On the same evening, the protests spilled over the university grounds for the first time.

Students and their supporters tried to demonstrate in the Kadikoy district, but were stopped by police force.

Independent journalists reported that they had been targeted, even members of parliament who wanted to protect themselves in front of the demonstrators were attacked, over 100 people were arrested in Istanbul and around 70 in Ankara.

One of the peculiarities of the Gezi protests was not only their cheerful openness, which was reflected in slogans such as "Down with some things!", But also that they united a wide variety of people: secular Kemalists and Kurds, leftists and liberals, football fans and LGBT Activists, Alevis and Muslims critical of the AKP and above all: many young people who had not been politically active until then.

"We reject homophobia"

A bit of it shines through in the current protest.

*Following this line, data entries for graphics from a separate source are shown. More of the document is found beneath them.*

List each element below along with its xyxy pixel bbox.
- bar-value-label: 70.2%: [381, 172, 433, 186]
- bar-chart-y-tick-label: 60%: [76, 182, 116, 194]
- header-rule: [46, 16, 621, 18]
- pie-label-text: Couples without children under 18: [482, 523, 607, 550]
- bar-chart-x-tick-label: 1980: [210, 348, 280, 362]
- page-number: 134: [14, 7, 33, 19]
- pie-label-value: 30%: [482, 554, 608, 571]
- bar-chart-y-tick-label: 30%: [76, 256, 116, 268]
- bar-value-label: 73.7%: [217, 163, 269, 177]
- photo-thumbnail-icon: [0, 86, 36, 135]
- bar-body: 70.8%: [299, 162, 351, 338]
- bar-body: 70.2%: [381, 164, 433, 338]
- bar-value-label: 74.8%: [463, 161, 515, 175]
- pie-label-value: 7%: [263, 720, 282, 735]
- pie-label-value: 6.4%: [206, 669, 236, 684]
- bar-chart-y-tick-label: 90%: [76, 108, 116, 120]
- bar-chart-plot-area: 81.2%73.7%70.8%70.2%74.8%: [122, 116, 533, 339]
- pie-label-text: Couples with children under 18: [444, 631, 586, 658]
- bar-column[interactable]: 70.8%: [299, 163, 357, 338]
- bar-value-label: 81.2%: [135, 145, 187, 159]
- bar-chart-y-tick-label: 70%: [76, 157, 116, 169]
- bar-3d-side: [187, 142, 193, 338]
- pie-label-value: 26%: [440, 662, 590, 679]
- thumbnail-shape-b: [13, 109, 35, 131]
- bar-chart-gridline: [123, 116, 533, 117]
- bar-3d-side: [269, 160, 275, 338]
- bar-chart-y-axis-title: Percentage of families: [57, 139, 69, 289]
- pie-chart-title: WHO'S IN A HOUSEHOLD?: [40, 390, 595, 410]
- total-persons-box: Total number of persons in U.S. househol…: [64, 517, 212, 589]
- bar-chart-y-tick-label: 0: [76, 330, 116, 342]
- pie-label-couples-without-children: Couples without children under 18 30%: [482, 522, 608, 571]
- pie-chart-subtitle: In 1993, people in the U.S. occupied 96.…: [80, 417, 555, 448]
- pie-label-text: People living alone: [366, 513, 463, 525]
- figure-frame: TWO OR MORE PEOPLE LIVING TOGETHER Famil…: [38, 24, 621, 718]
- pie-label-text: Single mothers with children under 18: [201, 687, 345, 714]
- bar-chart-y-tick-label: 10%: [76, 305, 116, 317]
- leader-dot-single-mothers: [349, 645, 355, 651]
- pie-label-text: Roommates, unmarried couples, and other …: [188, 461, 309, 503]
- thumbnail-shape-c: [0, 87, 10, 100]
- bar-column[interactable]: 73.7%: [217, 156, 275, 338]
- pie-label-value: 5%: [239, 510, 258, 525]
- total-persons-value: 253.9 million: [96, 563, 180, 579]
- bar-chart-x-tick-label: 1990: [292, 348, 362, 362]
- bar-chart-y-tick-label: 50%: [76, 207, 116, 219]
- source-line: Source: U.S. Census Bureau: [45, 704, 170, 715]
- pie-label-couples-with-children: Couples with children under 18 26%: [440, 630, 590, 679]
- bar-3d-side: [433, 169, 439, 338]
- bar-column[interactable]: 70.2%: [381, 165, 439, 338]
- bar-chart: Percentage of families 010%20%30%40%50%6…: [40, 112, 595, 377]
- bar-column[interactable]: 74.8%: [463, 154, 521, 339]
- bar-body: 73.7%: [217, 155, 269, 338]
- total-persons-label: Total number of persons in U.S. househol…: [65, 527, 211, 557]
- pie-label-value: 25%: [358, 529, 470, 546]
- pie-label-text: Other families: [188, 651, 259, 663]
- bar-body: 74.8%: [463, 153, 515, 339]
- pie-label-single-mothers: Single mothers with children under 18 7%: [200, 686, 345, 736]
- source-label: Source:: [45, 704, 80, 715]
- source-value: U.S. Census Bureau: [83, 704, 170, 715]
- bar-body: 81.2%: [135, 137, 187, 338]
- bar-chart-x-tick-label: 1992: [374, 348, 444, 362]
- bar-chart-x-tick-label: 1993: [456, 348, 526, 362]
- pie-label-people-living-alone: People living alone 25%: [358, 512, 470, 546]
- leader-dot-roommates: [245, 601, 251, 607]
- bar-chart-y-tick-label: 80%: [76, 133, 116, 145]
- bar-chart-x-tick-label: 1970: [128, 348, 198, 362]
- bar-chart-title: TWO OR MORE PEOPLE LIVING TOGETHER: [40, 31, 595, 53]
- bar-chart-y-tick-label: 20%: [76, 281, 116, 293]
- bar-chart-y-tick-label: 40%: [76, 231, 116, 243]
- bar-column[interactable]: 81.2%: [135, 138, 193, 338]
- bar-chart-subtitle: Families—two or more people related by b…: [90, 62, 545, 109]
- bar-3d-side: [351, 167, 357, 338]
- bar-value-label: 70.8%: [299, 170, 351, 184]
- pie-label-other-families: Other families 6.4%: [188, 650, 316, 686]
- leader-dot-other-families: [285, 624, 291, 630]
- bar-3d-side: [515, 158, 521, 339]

Conservative students published a video that received much attention.

Some criticize the picture in question as a violation of their religious values, others believe that it is covered by artistic freedom.

But everyone agrees: "We reject homophobia, we hold this discussion among ourselves, we condemn the arrest of our friends."

But quantitatively, the protests are still a long way from Gezi.

Only a few, mostly fellow students from other universities, have taken to the streets so far; most of them limit themselves to encouragement on social media.

The reason: fear.

At its core, Gezi was carried by a generation that, unlike previous ones, no longer grew up scared of the police.

But already in the course of the protests, which lasted until September, the cheerfulness disappeared.

At least five people were killed by police and a dozen lost an eye from tear gas grenades.

Towards the end the people no longer sang happily and defiantly “tear gas, olé!” As soon as the grenades were shot, but ran away.

Walls of fear

With the violent suppression of the Gezi protests, Erdogan and his allies began to raise walls of fear, which have since been drawn higher and higher.

Not all of those who took part in Gezi came from the urban middle class.

But bread was only marginally important; it was more about democratic participation - and freedom.

On the street were all those who saw themselves patronized, ostracized and threatened in their lifestyles by the already looming Islamic authoritarian rule.

Everything that sparked the protests back then is much more extreme today.

In addition, there is something new: the bad economic situation, not just since the Corona crisis.

That is why the extreme police and rhetorical violence follow a logic: to hold the walls of fear unconditionally.

Because if they should be torn down, the regime threatens an even stronger protest than in 2013: for freedom and bread.

Perhaps the police stifled the protest on Tuesday evening.

But maybe it also does the exact opposite.